Little things that matter in language design
Little things that matter in language design
Posted Jun 9, 2013 20:09 UTC (Sun) by khim (subscriber, #9252)In reply to: Little things that matter in language design by tialaramex
Parent article: Little things that matter in language design
For this purpose it provides UAX #15
Which nobody uses in programming languages because of performance reason.
If you don't do this normalisation step you can end up with a confusing situation where when the programmer types a symbol (in their text editor which happens to emit pre-combined characters) the toolchain can't match it to a visually and lexicographically identical character mentioned in another file which happened to be written with separate combining characters. This would obviously be very frustrating.
It's not as frustrating as you think. They don't type ı followed by ˙, they just type i. And the same with other cases. Any other approach is crazy. Why? Well, because many programming languages will show ı combined with ˙ as "ı˙", not as "ı̇".
You may say that ı˙ is not canonical representation of "i". Ok. "и" plus " ̆" is the canonical representation of "й". Try this for size:
$ cat test.c
#include <stdio.h>
int main() {
printf("%c%c%c%c == %c%c\n", 0xD0, 0xB8, 0xCC, 0x86, 0xD0, 0xB9);
}
$ gcc test.c -o test
$ ./test | tee test.txt
й == й
Not sure about you but on my system these two symbols only look similar when copy-pasted in browser - and then only in the main window (if I copy-paste them to "location" line they suddenly looks differently!). And of course these two symbols are different in GNOME terminal, gEdit, Emacs and other tools!
Thus, in the end you have two choices:
- Compare strings as sequence of bytes. Result: simple, clean, robust code, but toolchain can't match [symbol] to a visually and lexicographically identical character mentioned in another file
- Compare strings as UAX #15 says. Result: huge pole of complicated code and toolchain can match symbol to a visually and lexicographically different character mentioned in another file
Frankly I don't see second alternative as superior.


■ **Your goal**
Transcribe the lines exactly, beginning with the one that contains "Locate an element" and ending with the final line of the records. Do not transcribe pictures.

■ **Supplied data**
┄┄┄┄┄┄┄┄┄┄

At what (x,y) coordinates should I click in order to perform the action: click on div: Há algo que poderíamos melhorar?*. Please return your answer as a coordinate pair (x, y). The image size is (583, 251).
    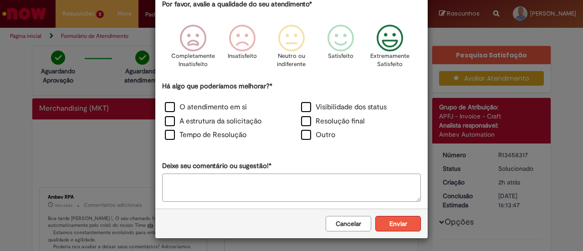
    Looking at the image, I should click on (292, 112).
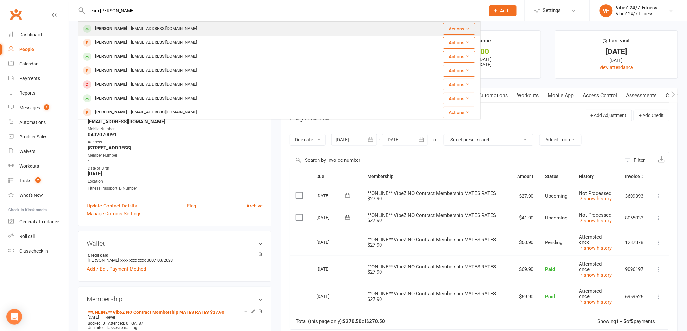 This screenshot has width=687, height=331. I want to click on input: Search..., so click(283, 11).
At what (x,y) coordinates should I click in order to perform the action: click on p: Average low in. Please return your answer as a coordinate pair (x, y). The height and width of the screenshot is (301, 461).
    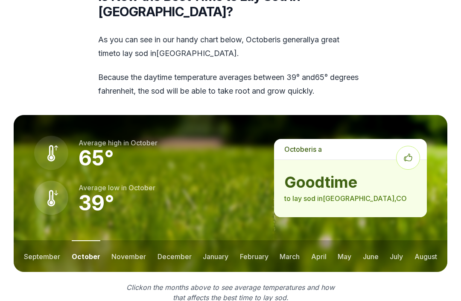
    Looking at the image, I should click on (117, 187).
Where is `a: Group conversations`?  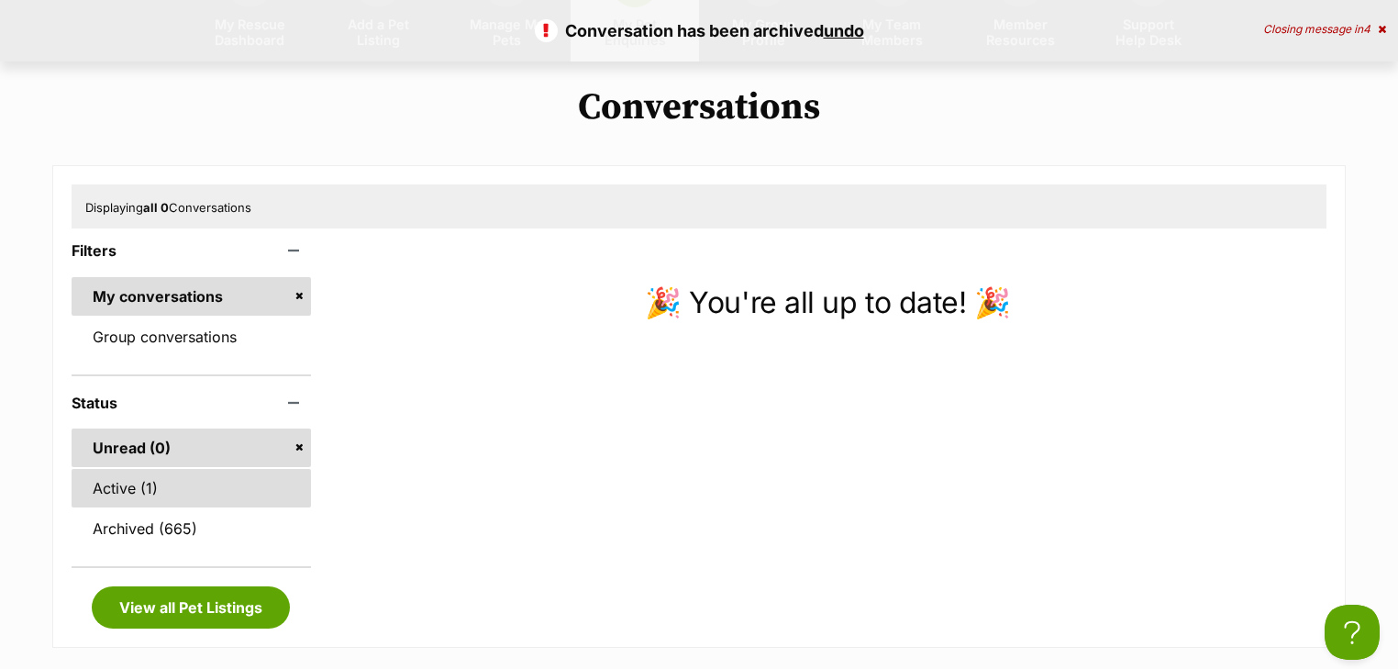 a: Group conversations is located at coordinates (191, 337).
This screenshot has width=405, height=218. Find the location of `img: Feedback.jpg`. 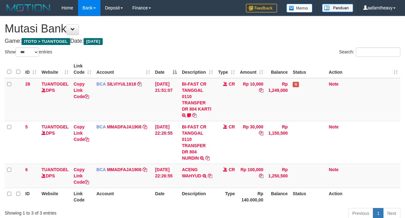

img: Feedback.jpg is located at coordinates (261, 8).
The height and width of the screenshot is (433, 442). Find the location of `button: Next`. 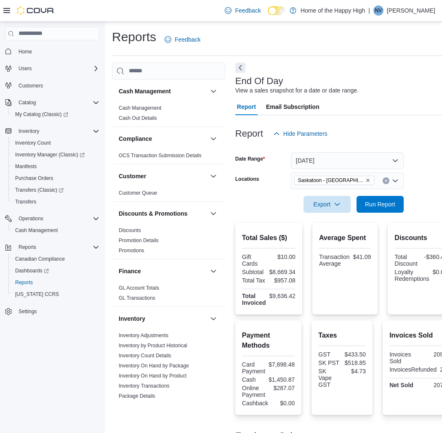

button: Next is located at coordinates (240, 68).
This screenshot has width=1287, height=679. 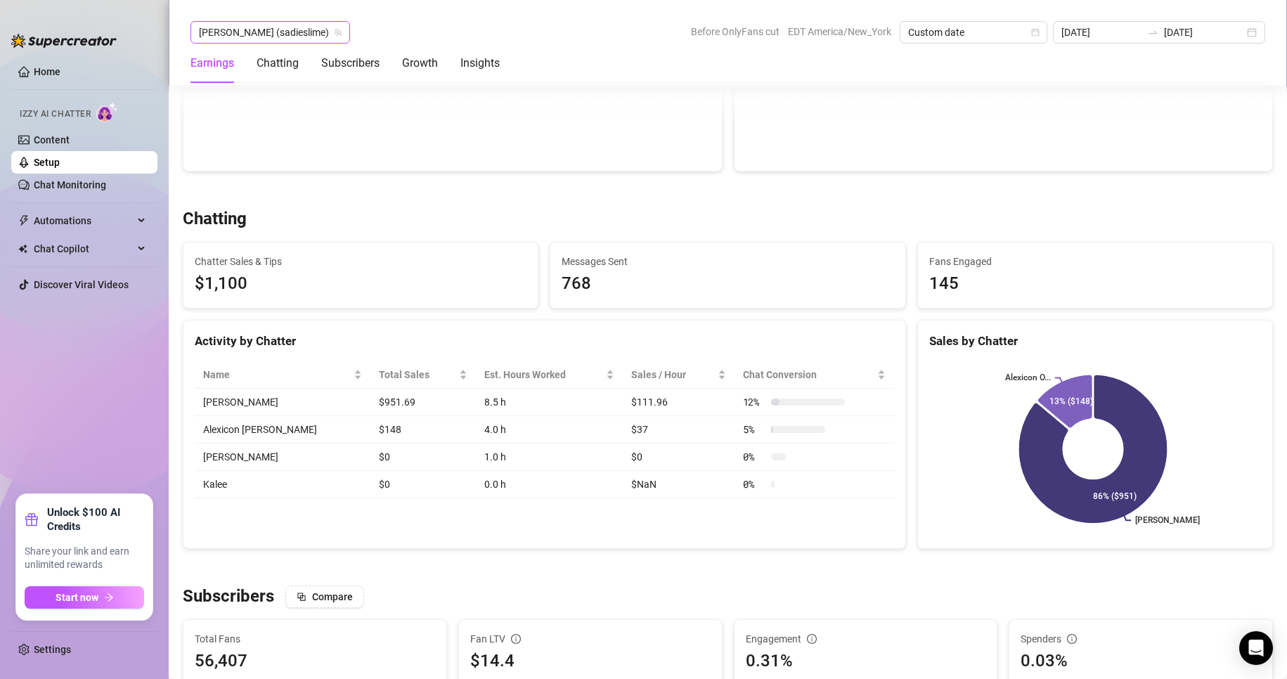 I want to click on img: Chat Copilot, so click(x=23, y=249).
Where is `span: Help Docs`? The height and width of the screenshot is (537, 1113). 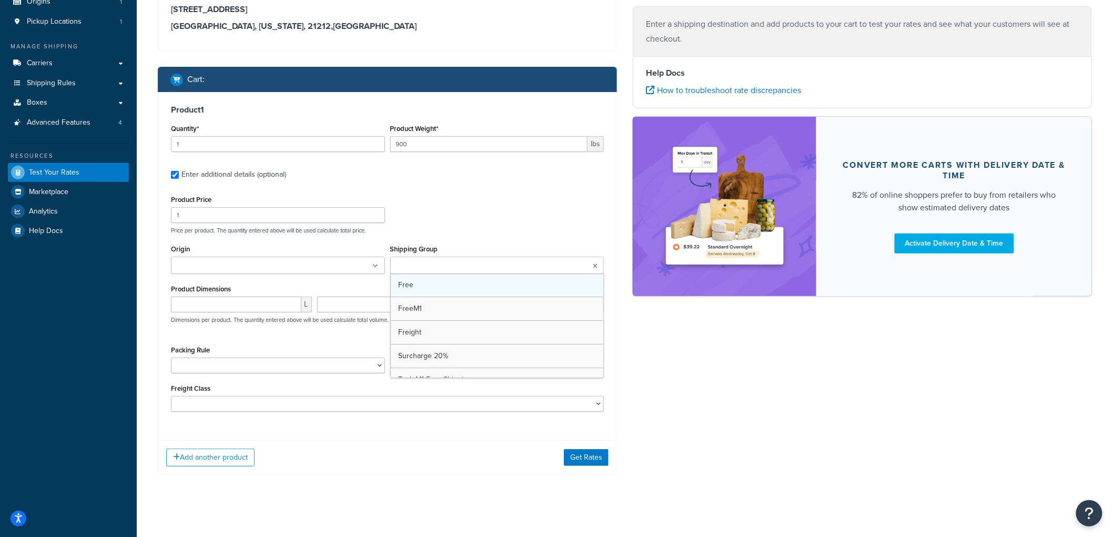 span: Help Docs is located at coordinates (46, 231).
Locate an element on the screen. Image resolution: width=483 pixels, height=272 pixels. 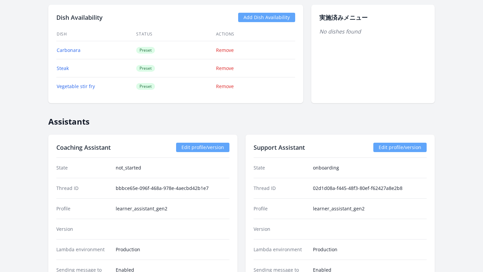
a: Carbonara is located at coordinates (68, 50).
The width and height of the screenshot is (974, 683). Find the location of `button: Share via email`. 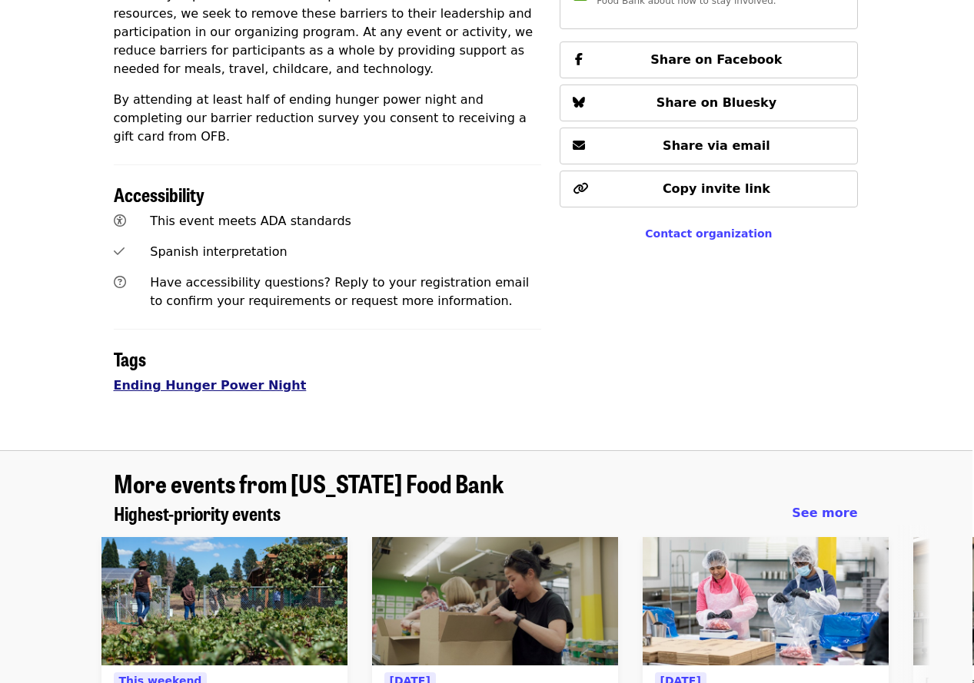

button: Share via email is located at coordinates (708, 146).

┄┄┄┄┄┄┄┄┄┄

■ **Solution to this problem**
Locate an element on the screen. Image resolution: width=483 pixels, height=272 pixels. 
a: Carbonara is located at coordinates (68, 50).
The width and height of the screenshot is (974, 683). Find the location of `button: Share via email`. 

button: Share via email is located at coordinates (708, 146).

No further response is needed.